Catholic commentary on culture, media, and politics.

Thursday, July 26, 2007

Tammi Faye exploited one last time

Like most people, I suppose, I lumped Tammi Faye Bakker (may she rest in peace) in with other sundry excesses of the greedy 1980s: the telfon-gauge make-up, the on-cue tears, the pentecostal weirdness seemed like so much entertainment. I'd heard she had cancer and had been on TV here and there in a kind of forgotten-but-not-gone way. I wasn't prepared for what I saw while flipping past Larry King Live last week.

Taped a very few days before she died, this really made me ill.

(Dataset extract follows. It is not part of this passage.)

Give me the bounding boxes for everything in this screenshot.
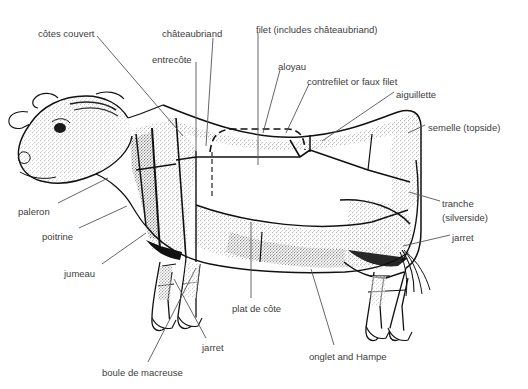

And I'm not taking about her skeletal appearance alone. The cliche about us becoming more and more desensitized to media exploitation is a true one. I was suddenly stricken with a two-fold emotion: a deep sadness for her, that her need to be on television (which would have entailed leaving the comforts of home for a limo trip, a formal dress-up, small talk in the green room, then sitting under hot studio lights, etc.)....but also anger at Larry King and his bosses for the sheer exploitation of this pathetic figure. Hey, Lare, did you have to ask her 500 times if she was scared?

What was the purpose of this interview?

3 Comments:

Anonymous Anonymous said...

What was the purpose of this interview?

Ratings.

Tammy Faye's rep was that of a freak-show celebrity, and Larry King had to one-up Jerry Springer.

5:12 PM

 
Anonymous Anonymous said...

Poor Tammy. The fact that a woman could distort her face with so much makeup and then think, "I'm beautiful," is what made her so freakishly fascinating. Even more so when she (sadly) looked like a corpse.

But I suppose we're all blind to certain truths about ourselves, though maybe in less obvious ways.

8:51 PM

 
Blogger Patrick said...

Anon:

Bingo.

J:

I am beautiful even *with* makeup, though some are blind to this.